• **Exercise requirements**:
Use the entries below and reproduce exactly the lines from the one containing "pyautogui.click(x=<x>, y=<y>)" down to the one containing "Task: Click on", both of them included.

[Saved data entries]

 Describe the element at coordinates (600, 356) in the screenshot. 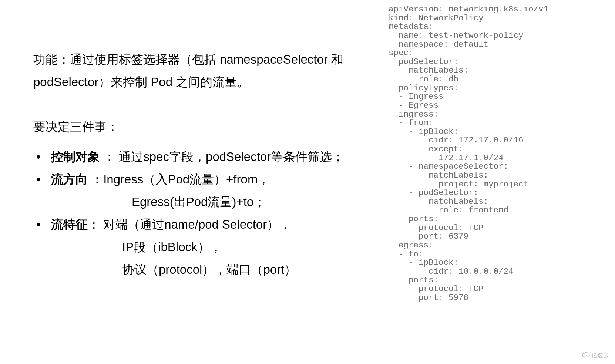

I see `watermark-text: 亿速云` at that location.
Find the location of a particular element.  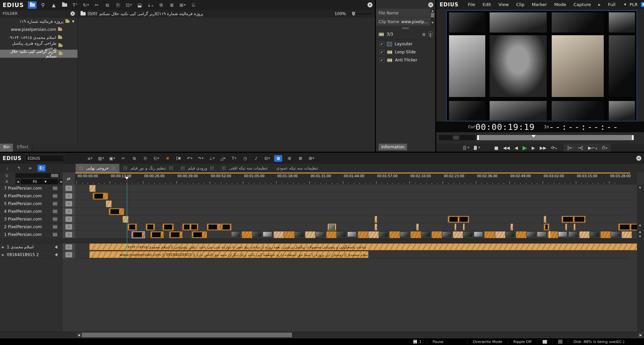

properties-button: ⑨ is located at coordinates (161, 5).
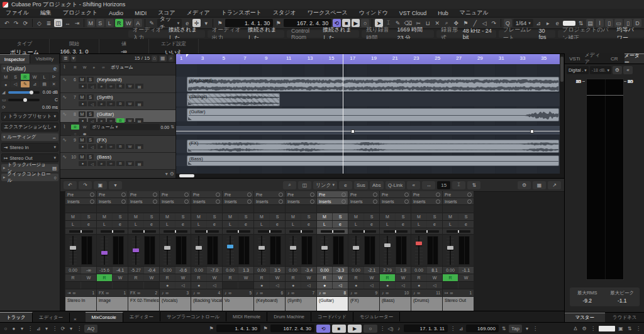  What do you see at coordinates (112, 304) in the screenshot?
I see `channel-name: image` at bounding box center [112, 304].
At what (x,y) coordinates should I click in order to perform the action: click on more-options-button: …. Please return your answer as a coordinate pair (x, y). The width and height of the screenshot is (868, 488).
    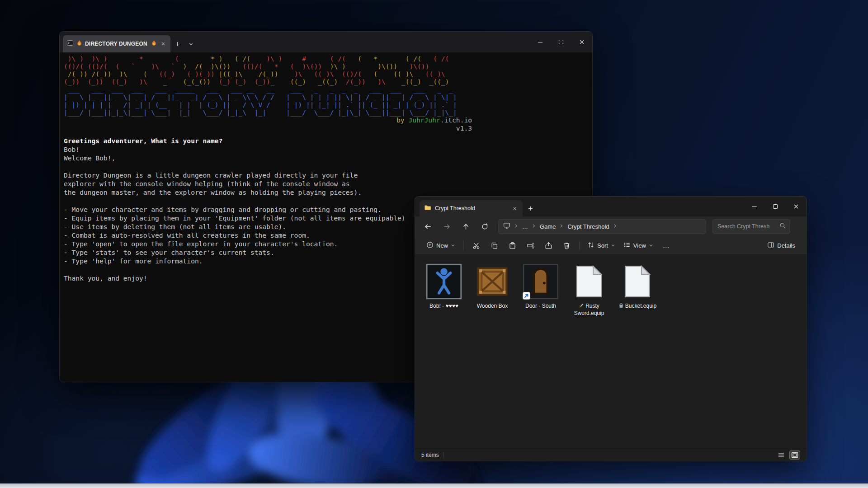
    Looking at the image, I should click on (666, 245).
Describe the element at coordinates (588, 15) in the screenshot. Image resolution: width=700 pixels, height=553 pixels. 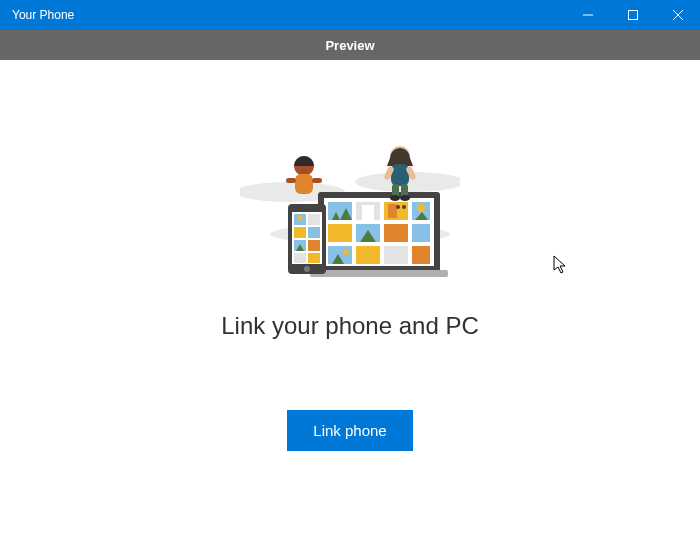
I see `minimize-button` at that location.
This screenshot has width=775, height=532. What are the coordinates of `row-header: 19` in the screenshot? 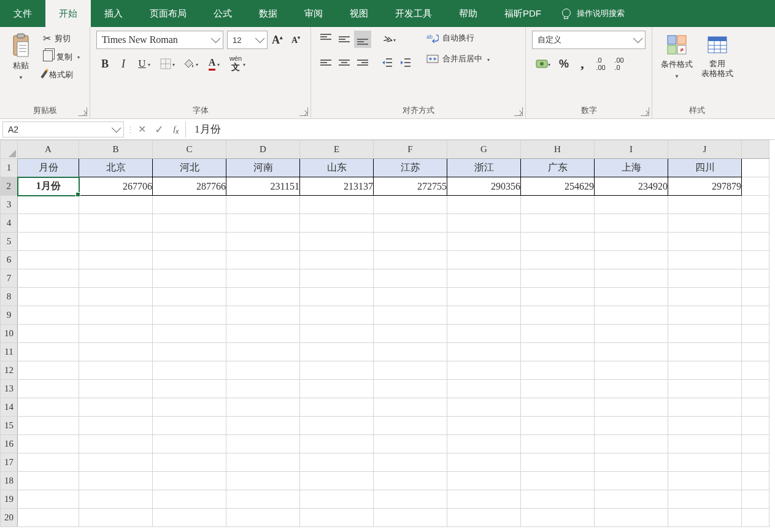 It's located at (9, 499).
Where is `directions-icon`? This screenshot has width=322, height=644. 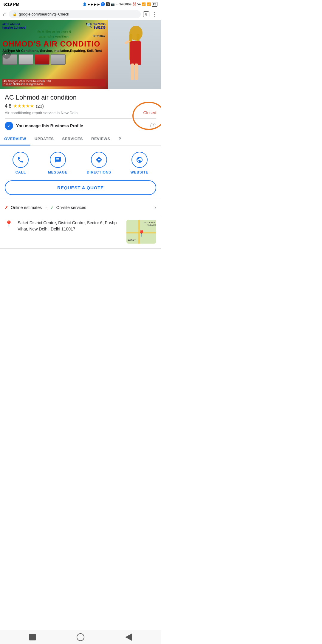 directions-icon is located at coordinates (99, 160).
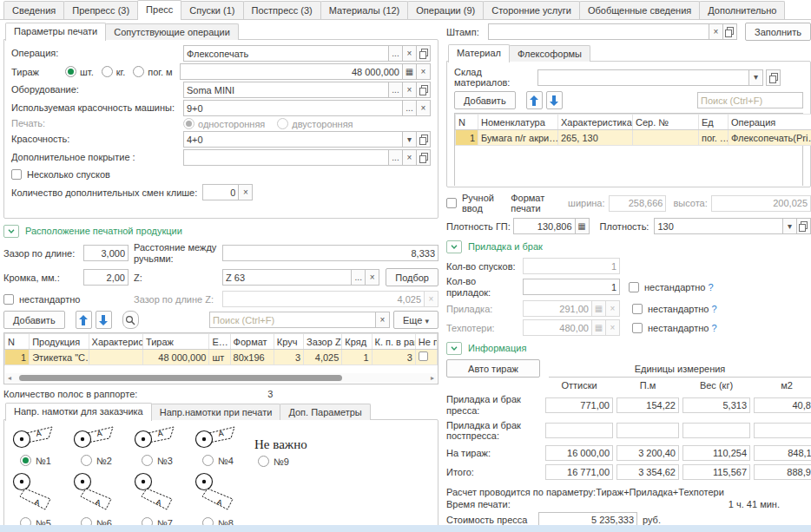  I want to click on machine-ink-input, so click(293, 108).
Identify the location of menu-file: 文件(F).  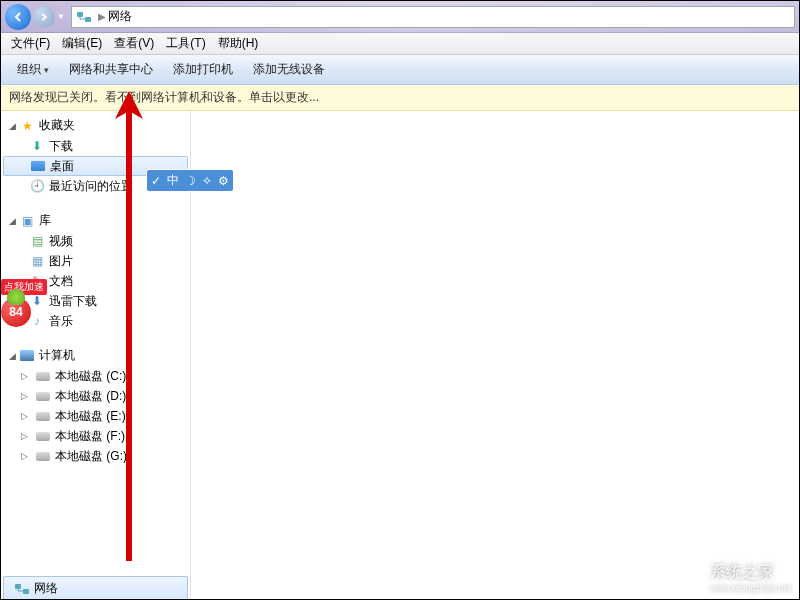
(30, 44).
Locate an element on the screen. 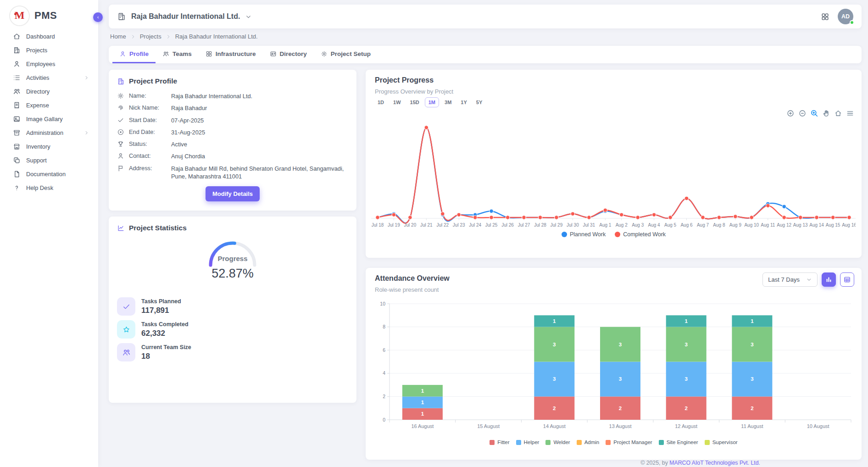 This screenshot has height=467, width=868. legend-project-manager: Project Manager is located at coordinates (629, 442).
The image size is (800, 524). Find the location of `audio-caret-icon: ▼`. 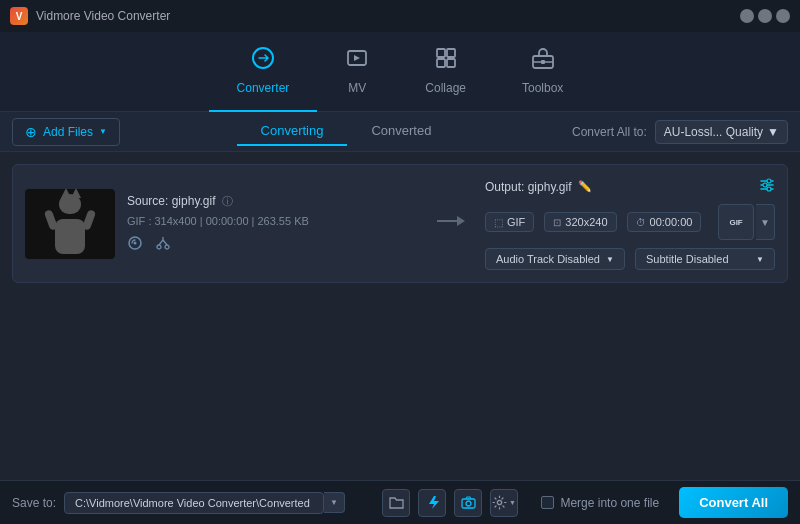

audio-caret-icon: ▼ is located at coordinates (610, 260).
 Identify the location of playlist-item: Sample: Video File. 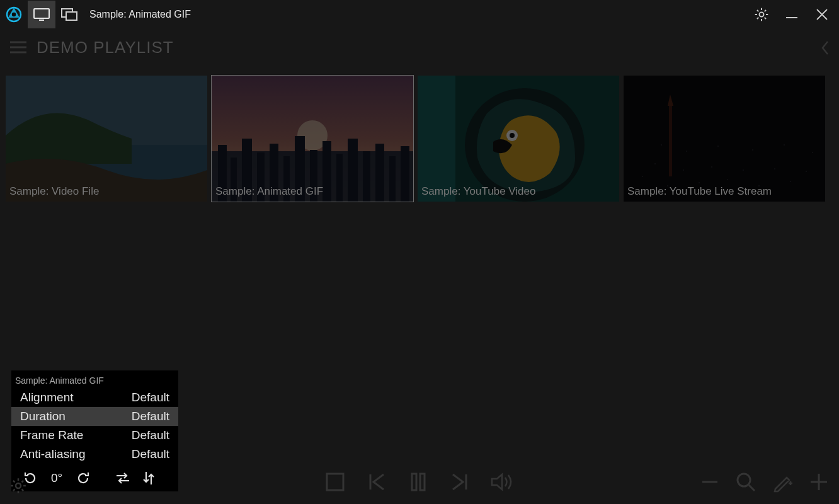
(106, 139).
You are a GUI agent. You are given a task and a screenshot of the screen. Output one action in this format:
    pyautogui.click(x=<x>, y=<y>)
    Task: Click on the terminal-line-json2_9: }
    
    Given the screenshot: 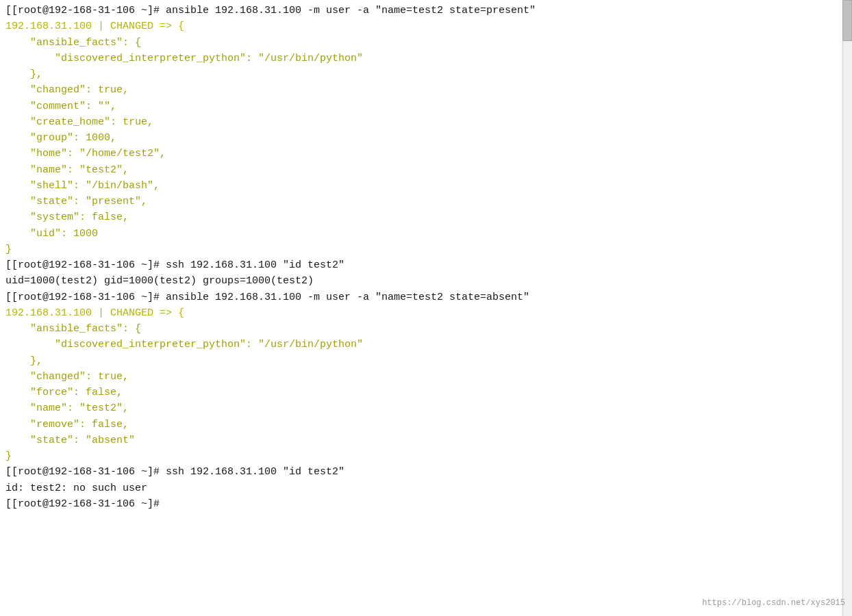 What is the action you would take?
    pyautogui.click(x=426, y=456)
    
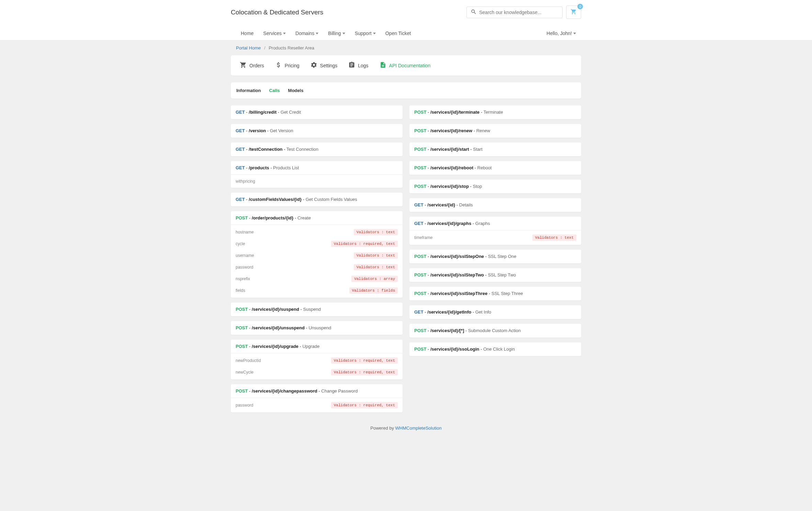 Image resolution: width=812 pixels, height=511 pixels. I want to click on api-endpoint: POST - /services/{id}/sslStepThree - SSL…, so click(495, 294).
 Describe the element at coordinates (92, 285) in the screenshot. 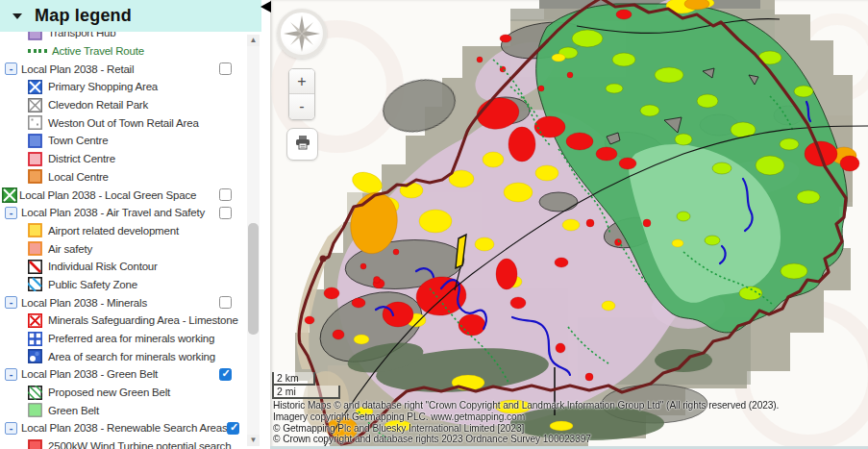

• **The answer**:
    pyautogui.click(x=<x>, y=<y>)
    Task: Click on the terminal-line-json2_9: }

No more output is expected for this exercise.